19% had established their AML/CTF program, it comes into question what “established” looks like in terms of true scale, automation and readiness (the conference had mentions of excel-based workflows, which never ended up in a good place for Tranche 1 entities). 52% said they were “in progress” – that might mean almost established to having attended a single conference or one consultant meeting. 29% haven’t started – though these are only the entities aware that they need to. From personal conversations, I know there are still organisations that don’t know what Tranche 2 is.


The Need for Scalable, Internationalised Solutions

Even SMEs now engage with foreign parties.

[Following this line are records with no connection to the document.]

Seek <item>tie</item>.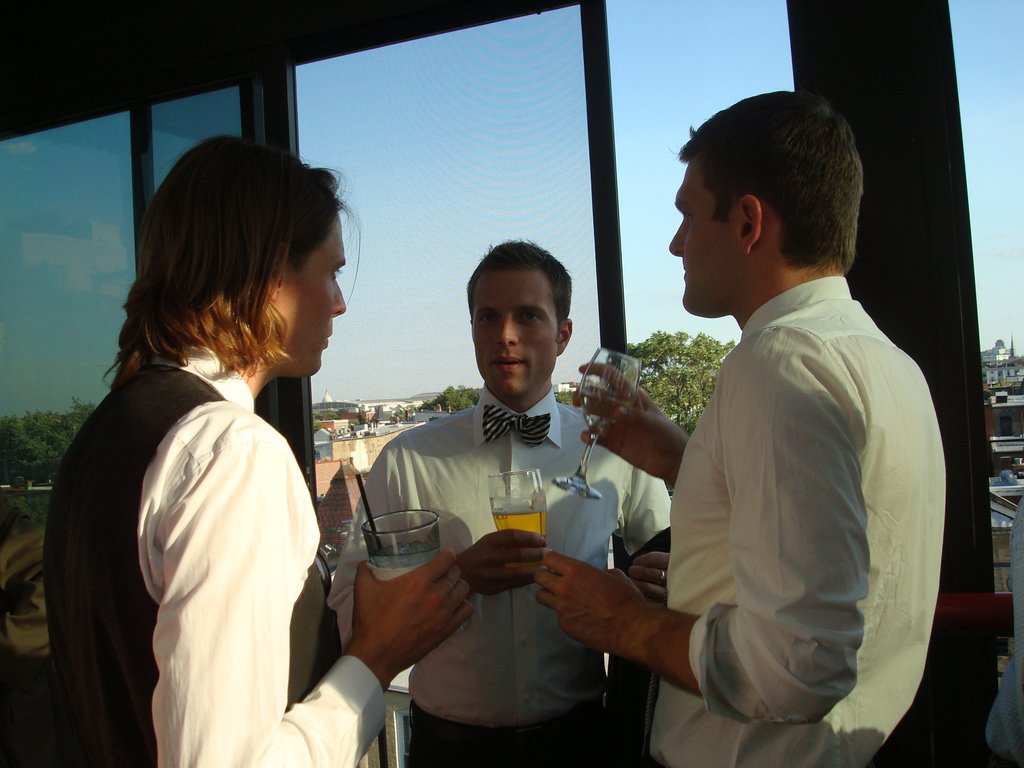
Rect(486, 401, 549, 450).
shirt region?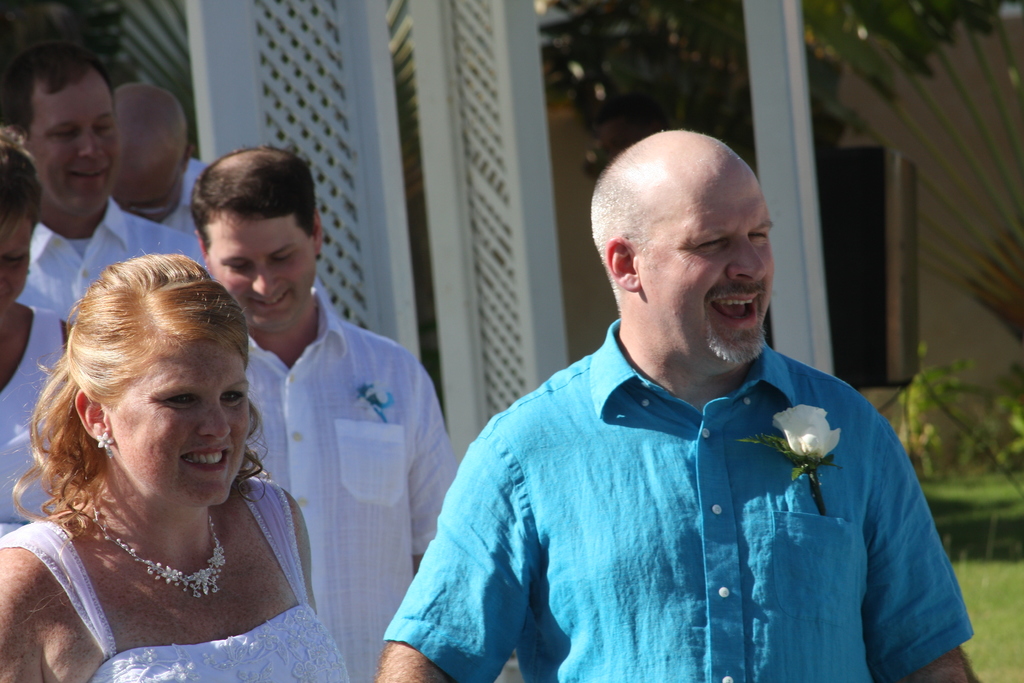
box(382, 312, 973, 682)
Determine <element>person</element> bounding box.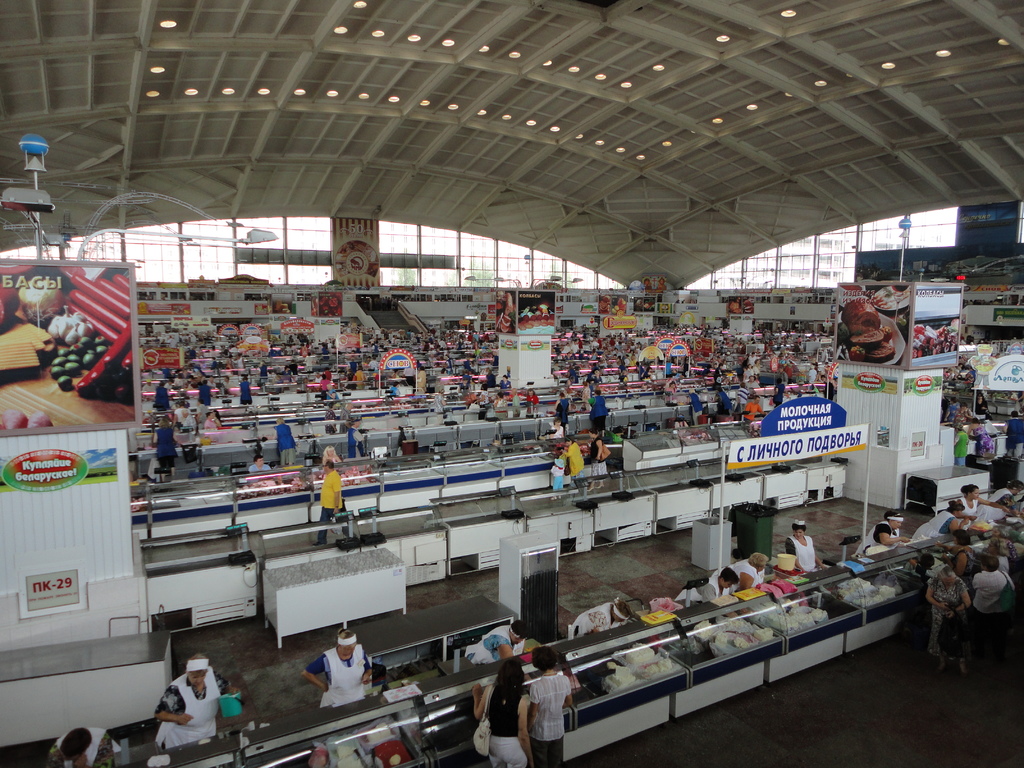
Determined: select_region(458, 622, 529, 664).
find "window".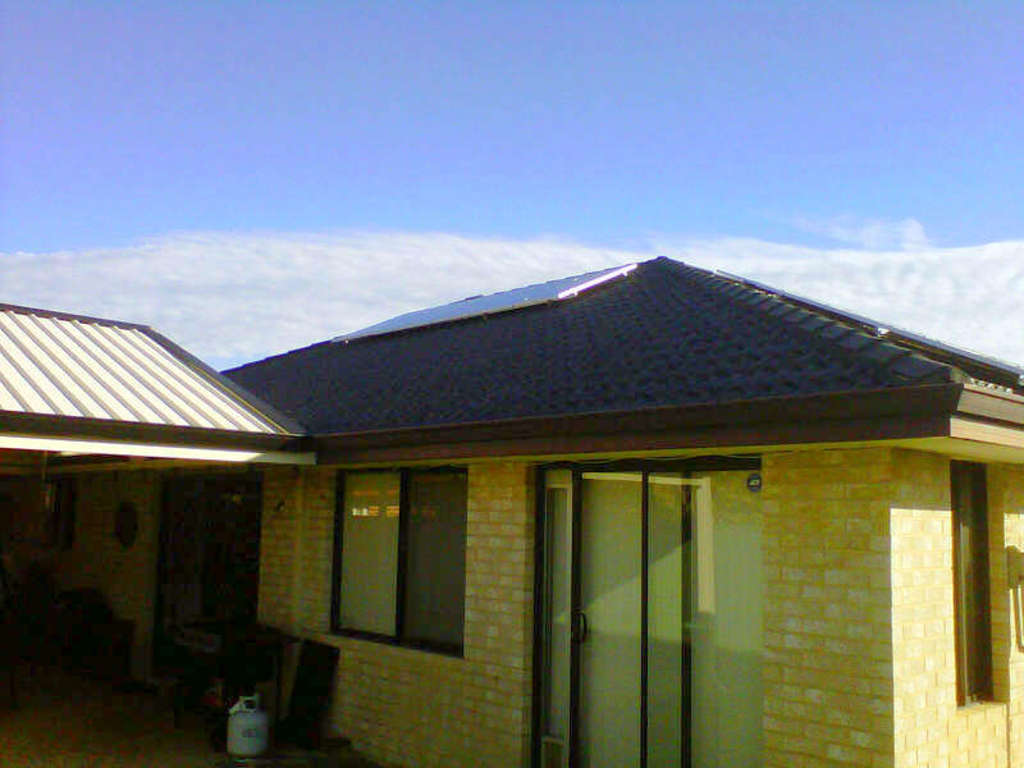
951,460,1016,714.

As a result, we need AML processes and technologies that are internationalised and scalable – capable of handling complexities like CRS/FATCA, corporate registry data, ultimate beneficial owner drill down, multiple languages, and identity verification across jurisdictions.

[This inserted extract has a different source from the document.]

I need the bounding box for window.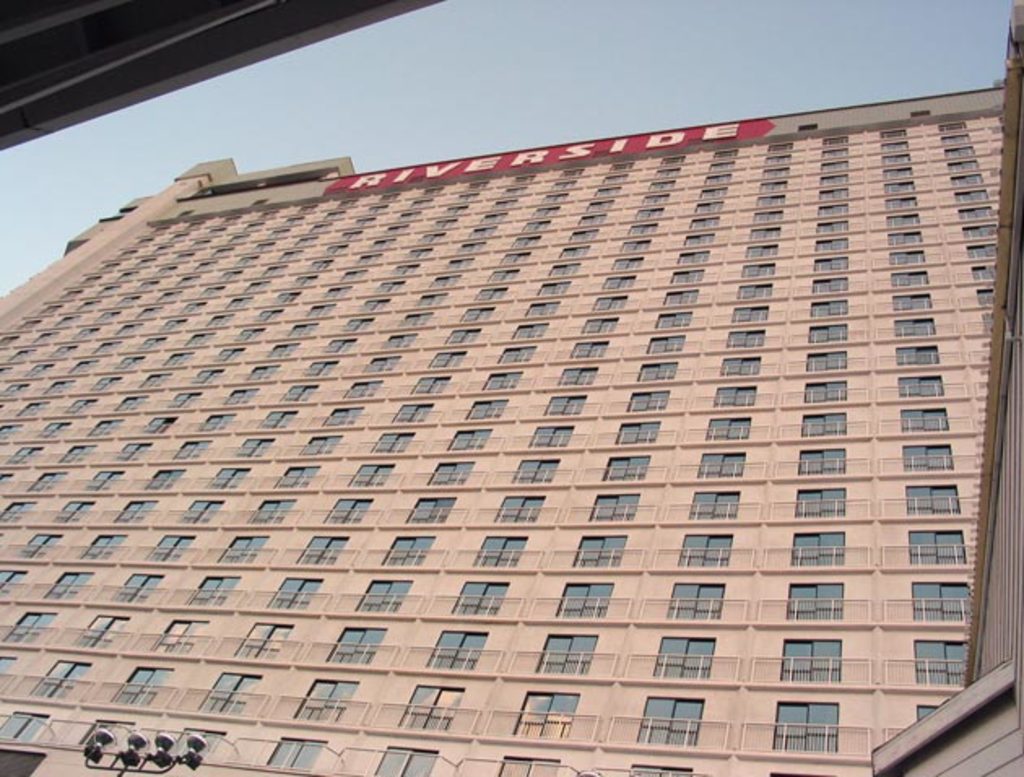
Here it is: l=18, t=444, r=39, b=460.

Aggregation and inherited functionality across sectors will be essential. For example, if a foreign investor is involved in a property transaction, how do we define a gold standard of automation? What’s actually achievable given data availability in the originating jurisdiction?

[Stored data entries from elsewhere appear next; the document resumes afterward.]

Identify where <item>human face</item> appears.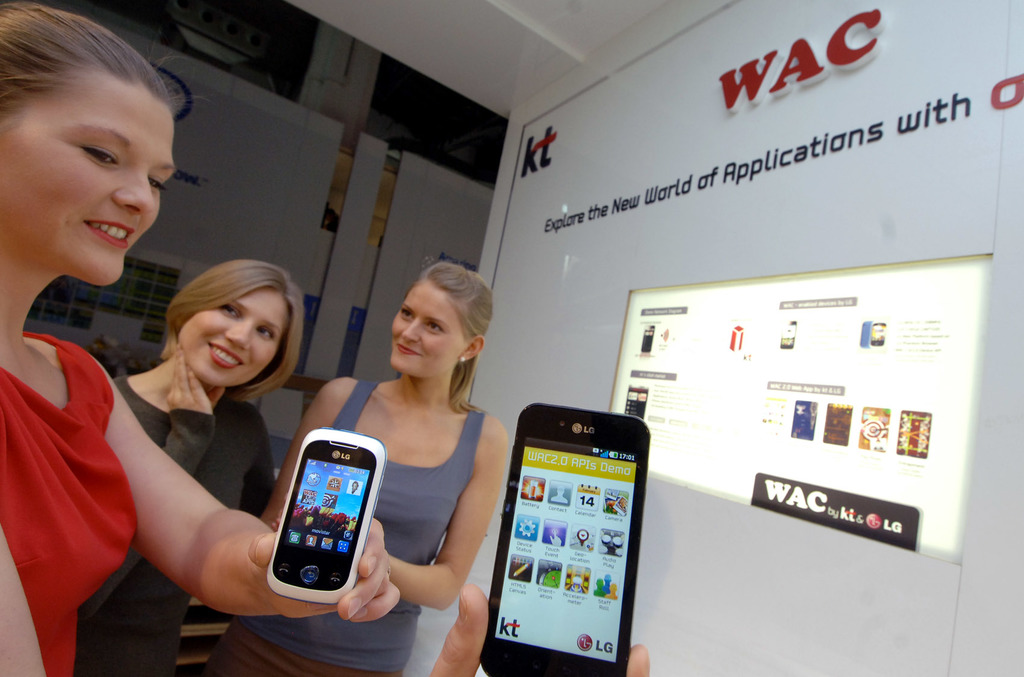
Appears at bbox=(174, 288, 285, 388).
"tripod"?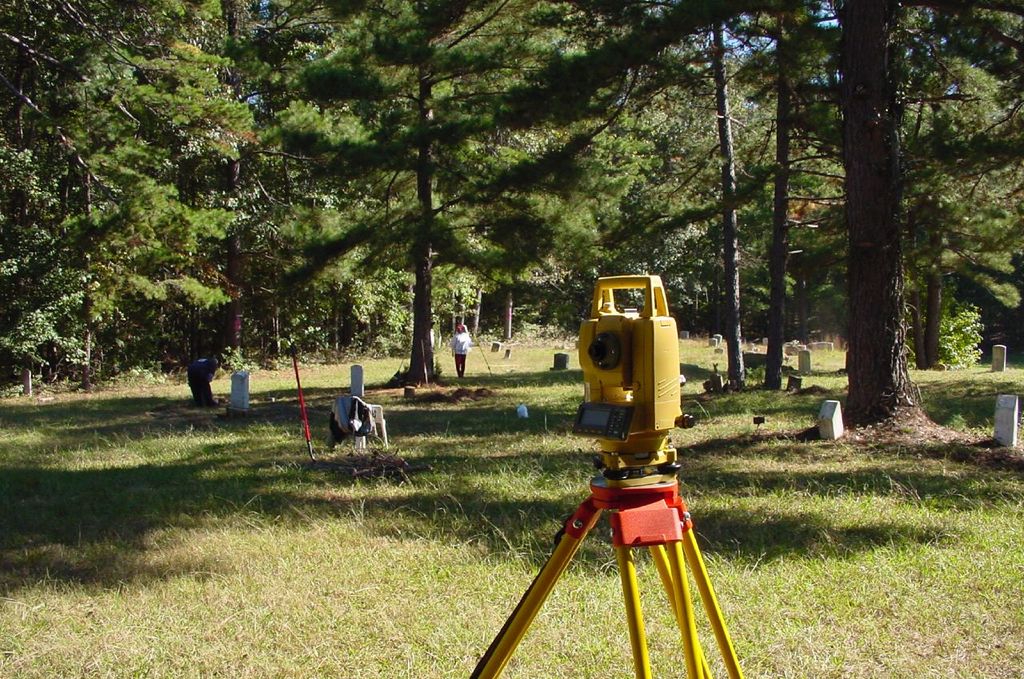
[473, 445, 742, 678]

Looking Ahead to July 2026

The industry is now balancing Tranche 1 reforms with preparation for Tranche 2, targeting compliance by July 2026, with guidance expected roughly six months prior.

At LAB Group, we’re doing everything we can to ensure compatibility and interoperability across the space – applying the lessons from more than 15 years of real-world experience in implementing technology across regulated markets.

We remain committed to helping the industry navigate what’s next.


About LAB Group Services Pty Ltd

LAB is a pioneering regulatory technology (RegTech) company revolutionising customer lifecycle management (CLM) through its innovative digital engagement and KYC verification solutions.

Founded in 2010, LAB provides comprehensive services that seamlessly integrate AML/CTF compliance, enhanced customer due diligence, and automated customer account creation.

LAB technology has facilitated millions of consumer engagements across over 15 industry verticals, serving half of the world’s top ten global asset managers. Through its extensive integrations, LAB connects to multiple verification sources, enabling accelerated customer engagement, enhanced security, and improved engagement conversion.

As a leader in secure customer onboarding, engagement, and verification, LAB technology orchestrates digital customer acquisition, corporate and identity verification, data capture workflow management, fraud protection, periodic reviews, perpetual KYC, PEP/Sanction and adverse media screening, and other regulatory and compliance needs into a modular solution. LAB’s sector-agnostic integrations and data automation capabilities help businesses adapt to evolving governance, risk, and compliance (GRC) regulations while meeting best-of-breed customer experience expectations.

Headquartered in Melbourne, Australia, and with a global presence across APAC, Europe, and the UK, LAB specialises in facilitating compliant cross-border investments and continues to shape technology solutions in an increasingly complex global regulatory landscape.